CERN code comparisons center contd. Lawrence Berkeley National Laboratory Comparison of Build Up Simulations simulation results: electron line charge (total no. of e- per unit length) vs time # ECLOUD code (eps file) FZ,GR, 23.07.2002 # COUNTRYCLOUD code (eps file) Lanfa Wang, August 2002 # BNL code (eps file) Mike Blaskiewicz, August 2002 # PEI code (ps file) Kazuhito Ohmi, September 2002 # POSINST code (eps file) Mauro Pivi and Miguel Furman, September 2002; details of the LBNL simulation Last updated 23 August 2002, FZ Comparison of Instability Simulations simulation result: emittances vs. time # HEADTAIL code (ps file) Giovanni Rumolo, August 2002 # PEHTS code (ps file) Kazuhito Ohmi, November 2002, comments and additional studies (pdf) # QUICKPIC code (pdf file) Ali Ghalam, Tom Katsouleas, Giovanni Rumolo, November 2002 Last updated 29 November 2002, FZ Measurements and Parametrizations of Secondary Emission Secondary Electron Emission Data for the Simulation of Electron Cloud by N. Hilleret et al. (contribution to ECLOUD'02 Proceedings) Excel file by N. Hilleret Last updated 15 July 2002, FZ
Possible future developments Lawrence Berkeley National Laboratory • More “benchmarking” • debugging (code should calculate what is supposed to calculate) • validation (results should agree with established analytic result for specific cases) • comparisons (two codes should agree if the model is the same) • verification (code should agree with measurements) • ECLOUD simulations vs. SPS measurements • POSINST simulations vs. APS and PSR measurements • Others… • Move in 2 opposite directions: • More complete, detailed, quantitative predictions • Ultimately requires fully self-consistent 3D calculations • Simplified descriptions, few parameters, qualitative results with broad applicability • Identify a few basic relevant variables and input parameters (MEC code very promising in this regard)

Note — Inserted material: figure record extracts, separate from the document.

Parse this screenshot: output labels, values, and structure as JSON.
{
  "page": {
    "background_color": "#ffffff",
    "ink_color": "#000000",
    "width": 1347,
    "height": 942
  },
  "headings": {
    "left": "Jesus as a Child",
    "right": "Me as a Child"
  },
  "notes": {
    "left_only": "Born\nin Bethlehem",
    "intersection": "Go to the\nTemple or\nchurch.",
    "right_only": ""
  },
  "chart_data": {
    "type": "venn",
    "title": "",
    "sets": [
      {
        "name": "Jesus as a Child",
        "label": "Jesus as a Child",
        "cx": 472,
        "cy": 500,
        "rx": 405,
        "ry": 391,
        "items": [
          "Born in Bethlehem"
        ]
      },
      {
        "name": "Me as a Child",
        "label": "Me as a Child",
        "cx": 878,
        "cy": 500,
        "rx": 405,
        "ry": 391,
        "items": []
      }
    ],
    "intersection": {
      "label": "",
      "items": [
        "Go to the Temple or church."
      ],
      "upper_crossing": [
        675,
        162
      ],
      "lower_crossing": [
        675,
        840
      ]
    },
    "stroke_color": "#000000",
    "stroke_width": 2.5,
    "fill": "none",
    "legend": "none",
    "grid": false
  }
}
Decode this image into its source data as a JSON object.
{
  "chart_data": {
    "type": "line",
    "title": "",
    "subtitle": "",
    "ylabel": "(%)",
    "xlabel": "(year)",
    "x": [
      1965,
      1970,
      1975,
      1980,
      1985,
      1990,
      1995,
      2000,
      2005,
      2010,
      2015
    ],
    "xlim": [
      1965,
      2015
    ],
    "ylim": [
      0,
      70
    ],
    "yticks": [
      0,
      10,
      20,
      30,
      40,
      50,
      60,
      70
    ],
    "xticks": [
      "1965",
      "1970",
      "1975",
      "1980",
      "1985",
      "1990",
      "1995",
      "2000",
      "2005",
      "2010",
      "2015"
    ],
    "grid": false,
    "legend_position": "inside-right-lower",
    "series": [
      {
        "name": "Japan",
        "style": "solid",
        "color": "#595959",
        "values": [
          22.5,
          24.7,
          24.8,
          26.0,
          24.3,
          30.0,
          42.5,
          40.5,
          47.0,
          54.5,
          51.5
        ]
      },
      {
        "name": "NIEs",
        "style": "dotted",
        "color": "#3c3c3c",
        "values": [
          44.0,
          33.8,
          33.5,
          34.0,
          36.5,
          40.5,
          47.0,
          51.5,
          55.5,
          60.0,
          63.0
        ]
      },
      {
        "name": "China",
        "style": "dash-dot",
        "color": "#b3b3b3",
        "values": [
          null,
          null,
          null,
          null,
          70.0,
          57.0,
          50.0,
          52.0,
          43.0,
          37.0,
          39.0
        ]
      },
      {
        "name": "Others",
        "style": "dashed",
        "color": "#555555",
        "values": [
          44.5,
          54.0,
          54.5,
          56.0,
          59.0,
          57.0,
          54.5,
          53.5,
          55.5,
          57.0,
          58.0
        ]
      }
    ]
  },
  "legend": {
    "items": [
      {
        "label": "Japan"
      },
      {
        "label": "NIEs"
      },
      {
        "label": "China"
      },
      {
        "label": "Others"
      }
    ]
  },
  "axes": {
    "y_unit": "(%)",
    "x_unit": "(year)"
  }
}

BIM in the APS (Advanced Photon Source, Argonne) Lawrence Berkeley National Laboratory • e+ beam, 10-bunch train, field-free region time-averaged e– flux at wall vs. bunch spacing measured simulated (Furman, Pivi, Harkay, Rosenberg, PAC01)
BIM for long bunches: PSR Lawrence Berkeley National Laboratory • bunch length ~60 m >> Dt • a portion the EC phase space is in resonance with the “bounce frequency” • “trailing edge multipacting” (Macek; Blaskiewicz, Danilov, Alexandrov,…) ED42Y electron detector signal 8mC/pulse beam (simulation input) electron signal 435 mA/cm2 (dmax=2.05) simulated(M. Pivi) measured(R. Macek)

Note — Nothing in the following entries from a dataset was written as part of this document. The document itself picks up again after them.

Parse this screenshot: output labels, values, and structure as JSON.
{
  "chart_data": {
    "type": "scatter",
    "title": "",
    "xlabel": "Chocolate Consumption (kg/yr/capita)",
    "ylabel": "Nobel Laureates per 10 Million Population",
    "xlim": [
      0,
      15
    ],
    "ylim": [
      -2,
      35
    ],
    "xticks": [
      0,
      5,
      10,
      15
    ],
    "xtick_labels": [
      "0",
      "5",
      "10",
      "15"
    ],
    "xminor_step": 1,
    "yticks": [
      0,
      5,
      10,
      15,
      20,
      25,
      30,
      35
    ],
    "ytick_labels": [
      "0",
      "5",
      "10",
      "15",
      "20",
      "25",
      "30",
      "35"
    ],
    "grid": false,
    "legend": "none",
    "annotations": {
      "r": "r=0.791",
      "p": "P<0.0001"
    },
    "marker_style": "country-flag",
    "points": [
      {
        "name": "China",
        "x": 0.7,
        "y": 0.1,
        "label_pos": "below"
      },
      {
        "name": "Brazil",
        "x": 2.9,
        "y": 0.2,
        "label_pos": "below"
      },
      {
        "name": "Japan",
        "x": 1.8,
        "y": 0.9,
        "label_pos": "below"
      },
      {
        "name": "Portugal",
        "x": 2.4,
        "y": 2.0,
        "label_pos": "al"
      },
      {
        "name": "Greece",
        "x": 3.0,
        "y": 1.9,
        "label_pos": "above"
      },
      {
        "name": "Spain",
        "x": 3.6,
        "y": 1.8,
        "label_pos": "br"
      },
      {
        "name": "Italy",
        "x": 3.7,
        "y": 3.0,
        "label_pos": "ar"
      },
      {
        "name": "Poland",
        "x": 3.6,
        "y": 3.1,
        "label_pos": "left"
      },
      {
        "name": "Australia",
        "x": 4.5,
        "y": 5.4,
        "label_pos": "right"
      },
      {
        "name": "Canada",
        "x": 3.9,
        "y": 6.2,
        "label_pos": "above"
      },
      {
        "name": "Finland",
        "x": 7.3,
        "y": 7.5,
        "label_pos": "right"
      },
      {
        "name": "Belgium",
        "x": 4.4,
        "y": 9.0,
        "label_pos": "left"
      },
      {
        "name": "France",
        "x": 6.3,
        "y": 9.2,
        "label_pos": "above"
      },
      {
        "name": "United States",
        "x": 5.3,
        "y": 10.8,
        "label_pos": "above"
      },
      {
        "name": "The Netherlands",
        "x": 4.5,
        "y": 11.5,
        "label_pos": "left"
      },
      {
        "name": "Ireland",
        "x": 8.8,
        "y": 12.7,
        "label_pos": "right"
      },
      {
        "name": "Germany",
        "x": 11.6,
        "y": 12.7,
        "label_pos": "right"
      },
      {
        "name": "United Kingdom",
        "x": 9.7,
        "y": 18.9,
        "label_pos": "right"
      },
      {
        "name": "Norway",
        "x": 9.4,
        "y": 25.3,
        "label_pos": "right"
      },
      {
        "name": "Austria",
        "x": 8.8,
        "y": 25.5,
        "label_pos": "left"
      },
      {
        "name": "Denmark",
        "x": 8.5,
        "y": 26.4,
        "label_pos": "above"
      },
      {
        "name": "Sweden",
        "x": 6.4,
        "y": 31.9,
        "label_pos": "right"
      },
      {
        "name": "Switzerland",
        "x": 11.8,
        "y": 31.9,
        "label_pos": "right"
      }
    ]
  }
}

Future computer Lawrence Berkeley National Laboratory Each center will get one: Sandia ORNL Pittsburgh • 2004: NERSC: 8000 processors (power PC3), ~8 Tflops • 2004: Red Storm: ~11600 processor Opteron-based MPP [>40 Tflops] • 2005: ~1280-Processor 64-bit Linux Cluster [~10 TF] • 2006 Red Storm upgrade ~20K nodes, 160 TF. • 2008--9 Red Widow ~ 50K nodes, 1000 TF. (?)